The painting, says Absolon, ‘is a motif of failure, a plump presence, weighed down by its buoyancy, with an inner light that fails to illuminate a dark place’. The title offers a playful ruse, a puzzle, not to be completed but to be pondered. If it is an ‘inflatable’ then it has seen better days, but is that my assumption that anything inflatable has to be driven by the ‘sleek perfection’ of industrialisation!?
Ten Thousand Fathoms is the title of another small painting. Landscape in format yet split in two by a divide of light and shade. At first glance it seems to be a repeated motif on the left and right. But careful inspection shows only a familial relationship. We are pattern seekers, we look for relationships of type and regularity. It is the basis of language and our ability to ‘understand’. Breaks in these patterns draw our mind’s attention, it may be an evolutionary quirk that allows us to quickly spot danger lurking undercover, but it’s also the fulcrum around which the objective and subjective world pivots. ‘The gritty reality of everyday’ is so often stained with the hopes of our internal lives, hopes that have a real world impact. Absolon keeps a copy of ‘The List’ in her studio; which documents the 40,000 plus deaths of refugees and migrants due to European political policies: “its succinct narratives of finality always shock me” she says. This is a central paradox to this and many of Absolon’s paintings. At their heart is a need to see, to not turn away from reality, but towards it, whilst recognising the deep mystery of our internal narratives, stories we tell ourselves and others to give shape, form and colour to our imaginative universe. Absolon feels deeply about the horror of injustice, yet she does not tell you what to think, but patiently gives space for our minds to grasp its portent.

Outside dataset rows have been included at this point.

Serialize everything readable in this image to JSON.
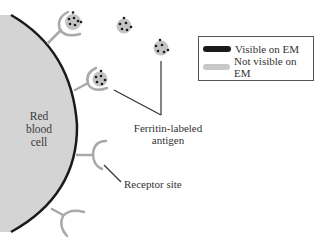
{
  "diagram": {
    "cell_label": [
      "Red",
      "blood",
      "cell"
    ],
    "antigen_label": [
      "Ferritin-labeled",
      "antigen"
    ],
    "receptor_label": "Receptor site"
  },
  "legend": {
    "items": [
      {
        "label": "Visible on EM",
        "color": "#1a1a1a"
      },
      {
        "label": "Not visible on EM",
        "color": "#c8c8c8"
      }
    ]
  },
  "colors": {
    "cell_fill": "#d4d4d4",
    "cell_border": "#1a1a1a",
    "receptor": "#a9a9a9",
    "antigen_fill": "#c4c4c4",
    "ferritin_dot": "#1a1a1a",
    "pointer_line": "#333333"
  }
}
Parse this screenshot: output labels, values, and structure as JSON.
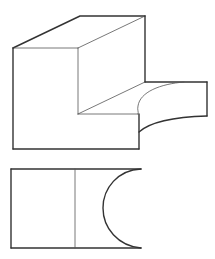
{
  "figure": {
    "background": "#ffffff",
    "stroke_color": "#333333",
    "thin_stroke_color": "#555555",
    "views": [
      {
        "name": "isometric-view",
        "description": "3D pictorial of stepped block with concave cylindrical cut on lower step"
      },
      {
        "name": "top-view",
        "description": "Orthographic top view with step line and semicircular concave cut"
      }
    ]
  }
}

I was surprised to discover that Absolon does not draw – in the traditional sense – instead she finds creative sustenance in the opportunity that the first marks made on the painting’s surface give. Indeed they are not drawn from anything ‘seen’ and ‘observed’ but from a deep poetic reverie and the urge to ‘strike out’. They skirt close to being an image but resist the mundanity of recognition. Closure is not on the cards only a cyclical need to listen and bring forth into sight.
Ultimately any desire to see an illusion is just that, it’s a trick of language, a deception that allows a ‘reading’ of signs and symbols. The word symbol derives from ‘symbolon’ which means ‘to throw together’. It is always tempting to want a symbol to mean something specific, to have a definition which can neatly end any doubt about the mystery of things. Absolon repeatedly throws together, then patiently waits and listens.
Anyone familiar with the process of painting will know the discipline this waiting requires. There isn’t an end to it, it can be and often is tinged with despair, frustration and be weighted with self doubt. It takes a certain kind of faith to live with this, to allow its poetic reality to reveal itself when it is right to do so. We can all experience this at times, repeating it time and again demands a kind of painterly wisdom.
‘Leap Before you Look’ is the title of W.H. Auden’s poem from which the title is derived. Making that leap into the unknown is the alpha and omega of Absolon’s paintings. It is a slow-time, one tinged with melancholy, a time that is ‘A solitude ten thousand fathoms deep’. We all see the way the world ‘is’ from who and where we are. Absolon shares this experience trusting that we too may draw out of this ‘throwing together’ something like our reality too.